Sunday, November 07, 2004

Five bands who have, at one point, been my favorite:
1.Ben Folds Five
2.Wilco
3."Weird Al" Yankovic
4.Soundgarden
5.The Presidents of the U.S.A.


I used to be fanatical about having a favorite band. Shouldn't you have a band that you think is the best, harest-working band in all of show business? Maybe. The truth about that is, I probably haven't had one since Ben Folds Five broke up. Wilco made this list because for years, they were a torch I had to carry against all of you hater (H8R) bastards who wouldn't listen to them.

The thing is, I don't have one now, and I don't feel the need for them. But if I did, today it'd almost certainly be Clem Snide. [See comments for explanation of why it's not the mountain goats, and furthermore, why it's not clem snide. But bear with me.] Because they have several records, and it's not just shocking that none of them are sub-par. What's shocking is just how high "par" has become for Clem Snide.

Today I listened to Your Favorite Music, previously my least-favorite Clem Snide CD. Now, I don't have a least favorite. I just don't. On "Your Favorite Music," there are at least three songs I consider Jaw-Droppingly Good. I will now tell you about each one:

Bread is high in the list of the prettiest or most moving songs I know. Don't ask me why. It's about baking bread, and it's so good it makes my heart ache a tiny bit when I think about it too hard. Some songs are good because they paint a scene using exactly the right details. This is one of them. Let me tell you about the first time I heard this song--not the first time I listened to it, but the first time I really heard it, the way White People can listen to Jimi Hendrix, but they can't hear him. I can remember sitting in an anonymous truck stop I've never seen before, and it's raining and I'm waiting for a girl to come and guide me to her house, and my windows are fogged and I'm exhausted, and I recline the seat in my car and laid there and, for the first time heard this.

Exercise was not a song I was sold on until I heard the singer from this band play it by himself, and halfway through the song, the multi-instrumentalist got on stage and played tuba with him. No shit. It sounded, all of the sudden, fragile and caring, which it only sounds like underneath the bouncy surface of the recorded version. The song is a piece of advice that breaks down like this: "You wouldn't try to pick up a couch on your own, would you, Buddy? No. You really might hurt yourself doing that. Yet, you don't think twice about trying to move mountains with your heart, and while that is admirable, you've got to watch out for your heart. Brace yourself. It is a muscle, that's all."

Sweet Mother Russia is almost full of unintelligible lyrics. But they're the sort of unintelligible lyrics that surely mean something to the singer, and to some listener out there. Then again, some of the lyrics are perfectly intelligible, and any song that contains the line "how's that Deep Purple record I hummed in your hear/like a fight song whispered through a pillow" is a stunner in my book. Again, this song uses little snippets of ideas to sound deeply, achingly intimate with someone. And you get to look in on it really briefly. It's so beautiful, and somehow still very private. When the singer says "How's my sweet mother Russia/do you know sharks never sleep/busy bending their spine to receive you" it, somehow, some way, kills you. I have no idea how. When I know, I shall write something exactly that wrenching and esoteric. And that's the truth.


[WORK TASK] Take every line from the entries below that includes the word "each" and copy it.

[DATASET RECORDS]
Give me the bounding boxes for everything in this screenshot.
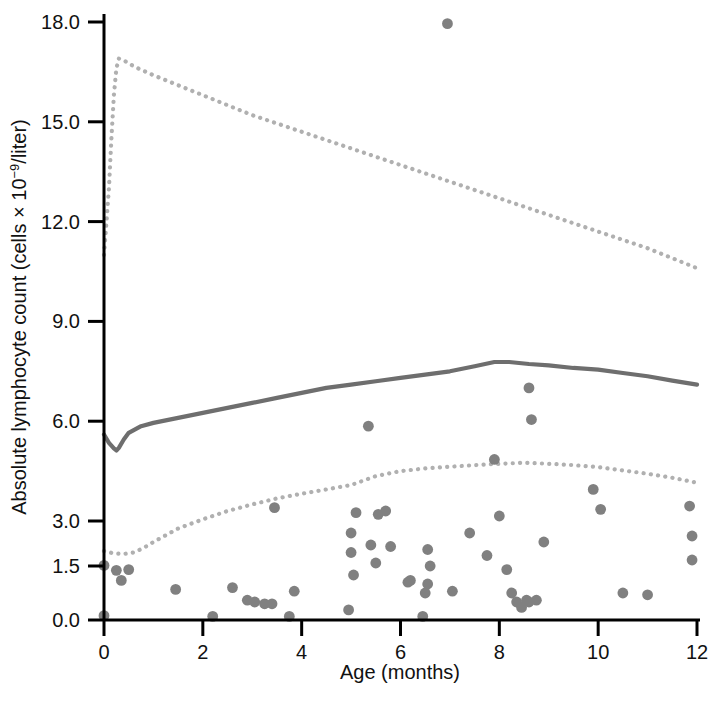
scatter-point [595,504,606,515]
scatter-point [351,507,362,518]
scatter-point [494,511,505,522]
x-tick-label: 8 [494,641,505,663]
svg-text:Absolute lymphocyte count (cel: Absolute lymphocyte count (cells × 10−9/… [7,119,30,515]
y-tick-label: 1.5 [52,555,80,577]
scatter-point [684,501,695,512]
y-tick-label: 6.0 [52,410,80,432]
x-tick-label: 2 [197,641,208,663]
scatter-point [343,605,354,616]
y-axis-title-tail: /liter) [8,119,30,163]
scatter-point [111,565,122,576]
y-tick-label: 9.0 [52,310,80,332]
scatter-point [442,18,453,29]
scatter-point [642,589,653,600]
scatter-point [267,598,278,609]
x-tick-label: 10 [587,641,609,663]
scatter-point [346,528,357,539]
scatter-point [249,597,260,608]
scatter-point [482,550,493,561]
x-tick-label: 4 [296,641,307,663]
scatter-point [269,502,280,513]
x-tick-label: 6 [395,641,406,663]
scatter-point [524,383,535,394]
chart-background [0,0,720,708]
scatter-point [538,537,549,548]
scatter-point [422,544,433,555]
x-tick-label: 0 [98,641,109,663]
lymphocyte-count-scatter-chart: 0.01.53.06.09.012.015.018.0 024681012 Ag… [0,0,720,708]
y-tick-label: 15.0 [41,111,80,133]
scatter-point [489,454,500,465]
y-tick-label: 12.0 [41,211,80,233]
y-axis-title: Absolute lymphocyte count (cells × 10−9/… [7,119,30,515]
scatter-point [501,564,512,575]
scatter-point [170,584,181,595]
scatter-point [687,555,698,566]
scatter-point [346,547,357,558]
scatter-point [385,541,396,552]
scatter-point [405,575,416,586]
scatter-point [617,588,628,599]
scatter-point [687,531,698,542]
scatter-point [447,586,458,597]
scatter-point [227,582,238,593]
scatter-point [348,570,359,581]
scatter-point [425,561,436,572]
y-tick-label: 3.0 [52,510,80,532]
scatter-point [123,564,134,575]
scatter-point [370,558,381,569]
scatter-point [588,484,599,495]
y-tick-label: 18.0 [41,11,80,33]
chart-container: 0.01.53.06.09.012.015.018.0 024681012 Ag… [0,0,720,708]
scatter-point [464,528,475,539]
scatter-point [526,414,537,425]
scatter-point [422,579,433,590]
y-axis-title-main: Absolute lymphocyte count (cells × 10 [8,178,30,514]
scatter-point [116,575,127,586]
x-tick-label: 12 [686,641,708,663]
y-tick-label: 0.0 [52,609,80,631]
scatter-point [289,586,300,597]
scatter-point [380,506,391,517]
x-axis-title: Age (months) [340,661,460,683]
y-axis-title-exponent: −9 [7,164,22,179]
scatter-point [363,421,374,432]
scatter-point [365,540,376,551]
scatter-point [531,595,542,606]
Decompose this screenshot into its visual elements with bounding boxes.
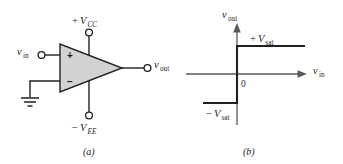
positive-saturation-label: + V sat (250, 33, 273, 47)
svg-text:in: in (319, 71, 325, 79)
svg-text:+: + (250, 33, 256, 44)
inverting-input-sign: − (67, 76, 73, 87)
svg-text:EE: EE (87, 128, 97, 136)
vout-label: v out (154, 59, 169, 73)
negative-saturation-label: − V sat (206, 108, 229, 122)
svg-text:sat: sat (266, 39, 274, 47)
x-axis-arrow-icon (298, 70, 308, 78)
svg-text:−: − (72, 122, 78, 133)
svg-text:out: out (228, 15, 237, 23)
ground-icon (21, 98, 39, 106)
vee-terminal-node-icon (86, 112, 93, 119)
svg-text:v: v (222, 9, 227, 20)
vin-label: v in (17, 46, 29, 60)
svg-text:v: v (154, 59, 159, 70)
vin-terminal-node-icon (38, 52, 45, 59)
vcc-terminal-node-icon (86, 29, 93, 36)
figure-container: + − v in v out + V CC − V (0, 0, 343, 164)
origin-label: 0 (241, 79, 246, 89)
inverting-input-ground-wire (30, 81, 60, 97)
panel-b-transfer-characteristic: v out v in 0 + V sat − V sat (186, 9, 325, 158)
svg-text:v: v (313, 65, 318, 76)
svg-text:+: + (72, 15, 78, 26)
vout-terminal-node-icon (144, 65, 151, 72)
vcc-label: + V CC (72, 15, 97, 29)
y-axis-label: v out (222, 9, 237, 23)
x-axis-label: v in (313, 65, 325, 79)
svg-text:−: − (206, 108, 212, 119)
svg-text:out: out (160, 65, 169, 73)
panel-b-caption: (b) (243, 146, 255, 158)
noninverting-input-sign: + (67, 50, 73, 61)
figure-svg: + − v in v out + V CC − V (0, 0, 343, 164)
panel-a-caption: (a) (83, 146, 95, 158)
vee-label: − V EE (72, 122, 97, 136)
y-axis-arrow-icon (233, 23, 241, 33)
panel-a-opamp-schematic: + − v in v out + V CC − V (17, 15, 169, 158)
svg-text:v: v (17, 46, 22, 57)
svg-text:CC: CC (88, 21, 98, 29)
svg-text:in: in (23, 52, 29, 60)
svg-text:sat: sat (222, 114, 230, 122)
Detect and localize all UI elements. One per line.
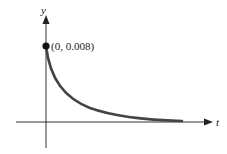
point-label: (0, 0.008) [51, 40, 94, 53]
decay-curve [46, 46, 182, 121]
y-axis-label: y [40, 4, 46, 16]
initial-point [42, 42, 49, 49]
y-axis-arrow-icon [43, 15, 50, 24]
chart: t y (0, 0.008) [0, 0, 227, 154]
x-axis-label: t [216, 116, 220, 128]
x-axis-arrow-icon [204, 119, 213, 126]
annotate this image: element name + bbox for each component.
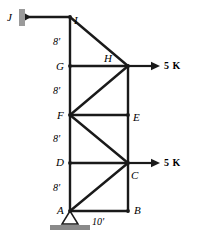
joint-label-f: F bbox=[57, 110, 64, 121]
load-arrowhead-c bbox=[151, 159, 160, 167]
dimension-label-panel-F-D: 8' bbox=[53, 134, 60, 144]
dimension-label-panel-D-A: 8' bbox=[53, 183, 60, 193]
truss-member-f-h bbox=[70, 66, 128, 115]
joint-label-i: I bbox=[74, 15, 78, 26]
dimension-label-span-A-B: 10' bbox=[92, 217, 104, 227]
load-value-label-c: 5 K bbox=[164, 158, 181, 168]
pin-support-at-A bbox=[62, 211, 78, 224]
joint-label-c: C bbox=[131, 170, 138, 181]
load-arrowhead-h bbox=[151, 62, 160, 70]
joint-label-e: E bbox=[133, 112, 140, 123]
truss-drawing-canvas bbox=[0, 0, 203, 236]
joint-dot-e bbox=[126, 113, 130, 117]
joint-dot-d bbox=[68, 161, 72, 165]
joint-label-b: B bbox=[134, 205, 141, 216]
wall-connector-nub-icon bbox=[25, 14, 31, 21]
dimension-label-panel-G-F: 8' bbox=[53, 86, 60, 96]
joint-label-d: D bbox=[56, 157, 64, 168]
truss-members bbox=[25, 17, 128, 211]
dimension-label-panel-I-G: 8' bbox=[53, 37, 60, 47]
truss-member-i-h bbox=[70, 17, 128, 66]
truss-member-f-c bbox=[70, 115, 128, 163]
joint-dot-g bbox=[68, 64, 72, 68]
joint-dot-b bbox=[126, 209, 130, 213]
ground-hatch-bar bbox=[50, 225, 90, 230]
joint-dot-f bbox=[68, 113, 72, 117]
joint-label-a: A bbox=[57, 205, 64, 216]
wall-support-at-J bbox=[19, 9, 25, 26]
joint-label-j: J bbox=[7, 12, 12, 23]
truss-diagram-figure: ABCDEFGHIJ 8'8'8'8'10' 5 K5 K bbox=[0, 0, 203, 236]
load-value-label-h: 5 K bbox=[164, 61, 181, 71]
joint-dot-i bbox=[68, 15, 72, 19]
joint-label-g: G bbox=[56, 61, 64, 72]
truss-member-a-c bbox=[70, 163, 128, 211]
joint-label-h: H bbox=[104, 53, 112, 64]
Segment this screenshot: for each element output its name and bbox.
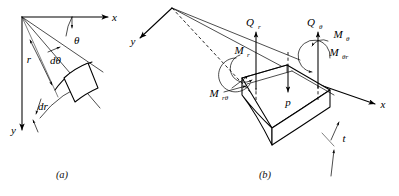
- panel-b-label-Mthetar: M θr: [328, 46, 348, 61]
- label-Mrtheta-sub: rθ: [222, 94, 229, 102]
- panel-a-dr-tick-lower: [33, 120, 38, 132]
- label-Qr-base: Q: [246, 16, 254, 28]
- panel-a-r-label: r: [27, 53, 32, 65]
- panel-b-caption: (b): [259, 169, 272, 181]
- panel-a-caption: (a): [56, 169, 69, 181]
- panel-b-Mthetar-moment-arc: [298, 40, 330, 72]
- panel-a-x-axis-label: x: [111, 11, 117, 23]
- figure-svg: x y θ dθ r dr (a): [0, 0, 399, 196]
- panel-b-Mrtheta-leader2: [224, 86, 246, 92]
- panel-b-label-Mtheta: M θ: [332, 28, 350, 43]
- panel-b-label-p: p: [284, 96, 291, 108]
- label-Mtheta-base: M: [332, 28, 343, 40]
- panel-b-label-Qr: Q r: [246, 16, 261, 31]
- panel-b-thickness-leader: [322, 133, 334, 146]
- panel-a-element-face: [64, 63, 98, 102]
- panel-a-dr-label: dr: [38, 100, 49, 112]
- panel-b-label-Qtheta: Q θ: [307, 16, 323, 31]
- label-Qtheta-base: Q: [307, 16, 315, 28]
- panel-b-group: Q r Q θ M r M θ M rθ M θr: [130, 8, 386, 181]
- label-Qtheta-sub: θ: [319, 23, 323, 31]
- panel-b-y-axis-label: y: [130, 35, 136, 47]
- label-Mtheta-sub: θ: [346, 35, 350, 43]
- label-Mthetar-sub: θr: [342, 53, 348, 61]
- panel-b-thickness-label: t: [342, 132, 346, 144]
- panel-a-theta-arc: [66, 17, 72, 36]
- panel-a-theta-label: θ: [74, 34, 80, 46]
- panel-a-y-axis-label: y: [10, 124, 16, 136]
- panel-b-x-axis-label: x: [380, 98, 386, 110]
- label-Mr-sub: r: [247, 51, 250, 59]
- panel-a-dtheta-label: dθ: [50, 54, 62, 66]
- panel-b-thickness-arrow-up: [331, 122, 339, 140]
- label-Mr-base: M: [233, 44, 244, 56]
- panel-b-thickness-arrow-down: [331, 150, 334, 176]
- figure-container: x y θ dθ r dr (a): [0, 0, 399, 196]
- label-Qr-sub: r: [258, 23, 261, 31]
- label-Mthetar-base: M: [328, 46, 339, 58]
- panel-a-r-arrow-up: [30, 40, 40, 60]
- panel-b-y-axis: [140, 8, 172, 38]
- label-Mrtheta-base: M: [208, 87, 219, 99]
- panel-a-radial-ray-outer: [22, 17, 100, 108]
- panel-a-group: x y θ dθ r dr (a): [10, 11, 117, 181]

[WRITTEN RESPONSE]
annotate this image: element name + bbox for each component.
Segment this screenshot: for each element output its name and bbox.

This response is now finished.